[arin-ppml] Routing table growth, was Re: IPv4 is depleted today

Iljitsch van Beijnum iljitsch at muada.com
Wed Sep 3 10:42:24 EDT 2008


On 3 sep 2008, at 16:17, Howard, W. Lee wrote:

> before the
> inflation of the routing table presumed in this thread?

I must have missed that... What was said about that?

The only way the routing table is going to grow significantly faster  
than it has until now when we run out of v4 space is if the people  
that now get blocks of a million addresses are going to string  
together hundreds of small blocks. And they're not going to do that,  
because it's too much work and too expensive. If you're Comcast and  
already have a /8 (from ARIN--not a legacy one!) you can easily take a  
million addresses and NAT that space so you can put 2, 4, 8, 1000  
customers behind each of those addresses without going through complex  
and presumably expensive address acquisitions.

The 90% of the address allocations for small blocks (10% of the space)  
will simply continue in the same way they have for years, someone who  
needs a /24 will get a /24 and not four /26s. Or maybe they'll get  
_one_ /26. This won't impact the routing table growth much, if at all.

>> In other words, IPv6 is not the only choice. The best choice
>> maybe, but don't for an instant imagine that  properly
>> motivated people can't find a way to make the IPv4 Internet
>> continue to grow.

> I do indeed imagine that.  It keeps me awake at night.

You'll be able to go to http://www.google.com/ over IPv4 for a very  
long time. Don't expect do much peer-to-peer communication over IPv4  
in the less immediate future, though.

>> That approaches the real question: IPv6 migration has a cost
>> function and so does IPv4 growth. Where do the cost lines
>> cross? When does it become less expensive to deploy IPv6 and
>> exert the push that brings
>> IPv4 to a close?

>> The plain truth is that we don't have enough data to do
>> better than guess at the answer to that question.

> I agree with your question.  What data would we need?

http://www.networkworld.com/news/2003/1215ipv6.html

(That was 5 years ago, BTW.)

>> But we do
>> know that each IPv6 route costs 2 to 3 times as much to
>> implement in the router as an IPv4 route.

Do we? More bits = more expensive, presumably. But where does 2 to 3  
times come from? Note that today we have about 8.4 prefixes per AS for  
v4 and 1.2 for v6.

>> And we know that there is no new magic in IPv6 routing:
>> multihoming still requires a unique global route.

There is an alternative that is especially appropriate for smaller  
multihomers:

http://www.ietf.org/html.charters/shim6-charter.html

>> If I had to guess, I'd guess that the cost lines never cross. Even as
>> IPv4 gets more expensive, it remains more cost effective to
>> squeeze a little more out of it than to attempt an IPv6
>> migration.

It's not the cost: it's the benefits. If it costs $50 to implement v4  
and you can reach 500 sites out of the Alexa top 500, that's $0.10 per  
destination. If v6 is only $40 but you can only reach the 0.4% of the  
Alexa top 500 sites that have IPv6 that's $5 per destination.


In the listing below, identify each line with the word "legend" and return those lines.

Content starts

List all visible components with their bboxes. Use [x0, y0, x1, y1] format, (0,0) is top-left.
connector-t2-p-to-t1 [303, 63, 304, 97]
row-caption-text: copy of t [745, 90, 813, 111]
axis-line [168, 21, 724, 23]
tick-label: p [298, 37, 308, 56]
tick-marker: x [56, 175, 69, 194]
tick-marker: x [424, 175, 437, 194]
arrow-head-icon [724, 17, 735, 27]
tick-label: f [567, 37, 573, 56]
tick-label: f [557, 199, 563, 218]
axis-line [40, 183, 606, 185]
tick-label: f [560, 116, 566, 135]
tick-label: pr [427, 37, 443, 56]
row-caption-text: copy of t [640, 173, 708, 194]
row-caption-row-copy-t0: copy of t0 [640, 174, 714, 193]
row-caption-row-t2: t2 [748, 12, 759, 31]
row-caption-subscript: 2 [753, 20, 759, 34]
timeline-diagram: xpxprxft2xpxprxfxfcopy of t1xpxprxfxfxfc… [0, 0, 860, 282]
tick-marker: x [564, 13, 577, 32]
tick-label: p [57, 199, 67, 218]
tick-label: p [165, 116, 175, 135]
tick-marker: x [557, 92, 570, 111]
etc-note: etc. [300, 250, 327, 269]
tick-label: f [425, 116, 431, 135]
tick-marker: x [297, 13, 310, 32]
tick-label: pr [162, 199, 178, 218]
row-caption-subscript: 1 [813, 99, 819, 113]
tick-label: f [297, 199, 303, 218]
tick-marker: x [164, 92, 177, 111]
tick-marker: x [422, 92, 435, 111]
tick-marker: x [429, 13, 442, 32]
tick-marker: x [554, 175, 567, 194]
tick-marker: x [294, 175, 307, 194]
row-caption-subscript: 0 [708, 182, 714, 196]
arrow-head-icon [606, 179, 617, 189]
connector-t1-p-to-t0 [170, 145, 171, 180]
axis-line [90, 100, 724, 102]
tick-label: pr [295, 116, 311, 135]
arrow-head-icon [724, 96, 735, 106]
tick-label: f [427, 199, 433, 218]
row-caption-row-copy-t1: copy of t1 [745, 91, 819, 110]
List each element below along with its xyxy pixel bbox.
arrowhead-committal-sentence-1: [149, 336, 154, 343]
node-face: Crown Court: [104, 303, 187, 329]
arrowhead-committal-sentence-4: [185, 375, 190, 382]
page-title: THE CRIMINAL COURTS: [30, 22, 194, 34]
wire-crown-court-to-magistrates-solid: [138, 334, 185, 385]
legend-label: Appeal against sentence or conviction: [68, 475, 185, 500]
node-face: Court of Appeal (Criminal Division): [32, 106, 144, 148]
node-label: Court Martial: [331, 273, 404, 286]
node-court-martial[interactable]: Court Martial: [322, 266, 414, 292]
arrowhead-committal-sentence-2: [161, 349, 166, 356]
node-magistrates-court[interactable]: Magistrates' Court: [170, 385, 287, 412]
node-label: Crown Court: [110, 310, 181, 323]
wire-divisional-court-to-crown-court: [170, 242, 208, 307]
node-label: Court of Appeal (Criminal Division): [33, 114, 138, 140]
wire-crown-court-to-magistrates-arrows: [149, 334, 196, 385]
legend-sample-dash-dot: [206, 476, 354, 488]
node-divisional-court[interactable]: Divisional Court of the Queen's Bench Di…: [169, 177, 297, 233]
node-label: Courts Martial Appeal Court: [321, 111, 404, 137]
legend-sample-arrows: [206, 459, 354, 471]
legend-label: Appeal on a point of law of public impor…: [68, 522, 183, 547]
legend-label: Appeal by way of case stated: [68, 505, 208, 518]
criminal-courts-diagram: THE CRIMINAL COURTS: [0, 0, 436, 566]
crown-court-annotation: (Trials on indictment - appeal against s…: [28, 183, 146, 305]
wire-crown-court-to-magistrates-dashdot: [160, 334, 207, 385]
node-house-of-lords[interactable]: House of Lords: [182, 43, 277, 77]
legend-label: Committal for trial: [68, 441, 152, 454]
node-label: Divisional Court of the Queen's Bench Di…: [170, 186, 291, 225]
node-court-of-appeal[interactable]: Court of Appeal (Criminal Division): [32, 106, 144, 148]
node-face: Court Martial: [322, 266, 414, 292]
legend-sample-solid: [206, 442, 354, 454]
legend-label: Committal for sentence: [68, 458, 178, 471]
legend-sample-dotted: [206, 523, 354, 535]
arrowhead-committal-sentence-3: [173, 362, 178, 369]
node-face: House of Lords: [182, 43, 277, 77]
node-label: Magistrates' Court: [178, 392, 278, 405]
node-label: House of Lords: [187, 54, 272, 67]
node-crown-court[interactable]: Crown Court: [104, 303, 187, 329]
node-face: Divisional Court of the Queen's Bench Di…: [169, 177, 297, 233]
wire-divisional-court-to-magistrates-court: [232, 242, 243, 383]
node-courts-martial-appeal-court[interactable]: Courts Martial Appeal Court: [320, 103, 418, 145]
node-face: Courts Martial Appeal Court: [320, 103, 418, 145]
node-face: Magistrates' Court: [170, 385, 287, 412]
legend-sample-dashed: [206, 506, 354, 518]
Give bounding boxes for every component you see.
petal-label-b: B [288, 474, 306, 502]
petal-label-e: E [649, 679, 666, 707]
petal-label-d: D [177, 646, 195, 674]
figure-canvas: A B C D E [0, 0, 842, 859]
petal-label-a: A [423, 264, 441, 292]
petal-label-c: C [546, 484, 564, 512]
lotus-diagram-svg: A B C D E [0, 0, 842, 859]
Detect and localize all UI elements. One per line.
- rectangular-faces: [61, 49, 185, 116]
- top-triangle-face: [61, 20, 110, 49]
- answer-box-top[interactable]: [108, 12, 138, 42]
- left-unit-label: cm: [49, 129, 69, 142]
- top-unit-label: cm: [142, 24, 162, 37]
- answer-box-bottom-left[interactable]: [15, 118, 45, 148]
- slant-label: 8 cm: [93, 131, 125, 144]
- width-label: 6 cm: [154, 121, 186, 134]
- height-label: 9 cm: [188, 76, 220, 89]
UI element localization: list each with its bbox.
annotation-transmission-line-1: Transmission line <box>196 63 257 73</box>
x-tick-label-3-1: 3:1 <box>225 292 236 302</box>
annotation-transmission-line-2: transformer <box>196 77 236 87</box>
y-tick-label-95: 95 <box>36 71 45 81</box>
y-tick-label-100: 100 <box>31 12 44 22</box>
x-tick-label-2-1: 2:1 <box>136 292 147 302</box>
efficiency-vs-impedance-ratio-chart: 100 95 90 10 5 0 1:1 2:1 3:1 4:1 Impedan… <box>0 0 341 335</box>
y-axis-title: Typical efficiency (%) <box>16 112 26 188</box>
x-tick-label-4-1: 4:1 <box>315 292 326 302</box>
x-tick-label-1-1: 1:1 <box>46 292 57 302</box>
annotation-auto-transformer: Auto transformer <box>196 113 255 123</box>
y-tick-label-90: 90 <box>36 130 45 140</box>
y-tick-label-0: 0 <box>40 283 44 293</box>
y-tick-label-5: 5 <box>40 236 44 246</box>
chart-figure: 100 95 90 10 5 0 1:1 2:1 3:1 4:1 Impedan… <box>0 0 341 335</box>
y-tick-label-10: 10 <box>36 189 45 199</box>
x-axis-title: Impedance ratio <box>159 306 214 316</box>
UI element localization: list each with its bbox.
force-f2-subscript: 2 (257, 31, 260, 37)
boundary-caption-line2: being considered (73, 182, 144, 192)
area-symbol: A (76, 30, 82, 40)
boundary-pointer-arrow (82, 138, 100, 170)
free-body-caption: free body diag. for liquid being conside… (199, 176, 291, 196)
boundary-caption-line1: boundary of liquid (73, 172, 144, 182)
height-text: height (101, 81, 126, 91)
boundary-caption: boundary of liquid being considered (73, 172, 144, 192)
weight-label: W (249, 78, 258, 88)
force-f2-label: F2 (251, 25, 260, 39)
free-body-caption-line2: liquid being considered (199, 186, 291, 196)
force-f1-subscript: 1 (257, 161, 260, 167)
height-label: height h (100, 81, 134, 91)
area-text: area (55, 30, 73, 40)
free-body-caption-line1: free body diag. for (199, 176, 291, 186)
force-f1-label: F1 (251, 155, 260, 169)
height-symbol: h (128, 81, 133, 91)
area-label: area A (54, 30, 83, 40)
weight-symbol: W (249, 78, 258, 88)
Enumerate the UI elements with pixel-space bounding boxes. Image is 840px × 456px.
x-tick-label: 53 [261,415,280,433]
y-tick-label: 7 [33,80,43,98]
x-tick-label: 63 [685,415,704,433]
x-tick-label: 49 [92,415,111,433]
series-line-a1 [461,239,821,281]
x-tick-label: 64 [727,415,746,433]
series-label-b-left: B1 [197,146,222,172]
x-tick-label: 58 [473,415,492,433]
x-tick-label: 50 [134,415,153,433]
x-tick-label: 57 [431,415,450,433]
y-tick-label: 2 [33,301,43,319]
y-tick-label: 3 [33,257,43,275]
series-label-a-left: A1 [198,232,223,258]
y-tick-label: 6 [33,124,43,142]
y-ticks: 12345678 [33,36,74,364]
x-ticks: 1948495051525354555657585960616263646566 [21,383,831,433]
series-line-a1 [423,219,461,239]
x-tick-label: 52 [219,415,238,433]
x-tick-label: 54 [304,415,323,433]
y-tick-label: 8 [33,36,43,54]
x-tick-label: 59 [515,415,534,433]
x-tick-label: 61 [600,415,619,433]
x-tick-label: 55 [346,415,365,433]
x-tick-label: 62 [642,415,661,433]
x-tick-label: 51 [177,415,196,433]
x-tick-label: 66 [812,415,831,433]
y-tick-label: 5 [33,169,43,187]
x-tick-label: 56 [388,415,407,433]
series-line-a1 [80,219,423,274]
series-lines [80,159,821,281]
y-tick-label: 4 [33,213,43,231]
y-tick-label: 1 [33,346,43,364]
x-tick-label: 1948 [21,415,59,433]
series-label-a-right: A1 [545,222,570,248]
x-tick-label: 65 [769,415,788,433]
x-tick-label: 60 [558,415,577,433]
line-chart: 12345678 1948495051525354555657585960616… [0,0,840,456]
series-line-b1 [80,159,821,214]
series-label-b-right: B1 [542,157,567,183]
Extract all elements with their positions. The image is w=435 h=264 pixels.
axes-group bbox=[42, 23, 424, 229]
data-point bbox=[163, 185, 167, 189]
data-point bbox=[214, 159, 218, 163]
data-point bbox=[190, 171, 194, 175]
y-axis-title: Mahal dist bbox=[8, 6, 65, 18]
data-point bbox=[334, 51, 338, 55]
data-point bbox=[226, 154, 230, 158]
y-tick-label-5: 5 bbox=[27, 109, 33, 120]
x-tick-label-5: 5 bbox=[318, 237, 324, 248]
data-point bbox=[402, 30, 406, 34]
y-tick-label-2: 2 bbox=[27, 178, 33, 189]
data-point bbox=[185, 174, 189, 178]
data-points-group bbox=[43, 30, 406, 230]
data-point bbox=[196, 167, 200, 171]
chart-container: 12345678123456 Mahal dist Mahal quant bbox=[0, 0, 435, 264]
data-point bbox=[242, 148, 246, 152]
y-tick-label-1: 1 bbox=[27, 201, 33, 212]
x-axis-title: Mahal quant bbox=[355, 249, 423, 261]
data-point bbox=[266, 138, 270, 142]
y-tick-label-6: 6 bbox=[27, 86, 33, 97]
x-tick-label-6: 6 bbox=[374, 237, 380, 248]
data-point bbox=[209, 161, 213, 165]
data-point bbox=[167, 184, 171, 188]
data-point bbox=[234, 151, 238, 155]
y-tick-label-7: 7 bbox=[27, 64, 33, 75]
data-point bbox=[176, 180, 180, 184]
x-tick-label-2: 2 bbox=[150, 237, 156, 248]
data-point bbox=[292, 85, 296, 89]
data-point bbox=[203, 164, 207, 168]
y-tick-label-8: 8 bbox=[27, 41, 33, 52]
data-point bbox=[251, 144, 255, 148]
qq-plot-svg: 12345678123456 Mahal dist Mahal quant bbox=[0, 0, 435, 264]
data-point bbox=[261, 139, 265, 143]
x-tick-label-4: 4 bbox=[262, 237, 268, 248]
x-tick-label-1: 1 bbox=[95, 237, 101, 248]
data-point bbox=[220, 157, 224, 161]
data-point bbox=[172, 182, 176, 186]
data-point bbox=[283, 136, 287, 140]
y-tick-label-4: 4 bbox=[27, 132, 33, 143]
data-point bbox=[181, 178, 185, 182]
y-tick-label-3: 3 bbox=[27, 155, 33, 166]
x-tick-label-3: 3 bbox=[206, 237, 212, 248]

Content ends

» **Written answer**
legend-label: Appeal against sentence or conviction: [68, 475, 185, 500]
legend-sample-dash-dot: [206, 476, 354, 488]
legend-sample-arrows: [206, 459, 354, 471]
legend-label: Appeal on a point of law of public impor…: [68, 522, 183, 547]
legend-label: Appeal by way of case stated: [68, 505, 208, 518]
legend-label: Committal for trial: [68, 441, 152, 454]
legend-sample-solid: [206, 442, 354, 454]
legend-label: Committal for sentence: [68, 458, 178, 471]
legend-sample-dotted: [206, 523, 354, 535]
legend-sample-dashed: [206, 506, 354, 518]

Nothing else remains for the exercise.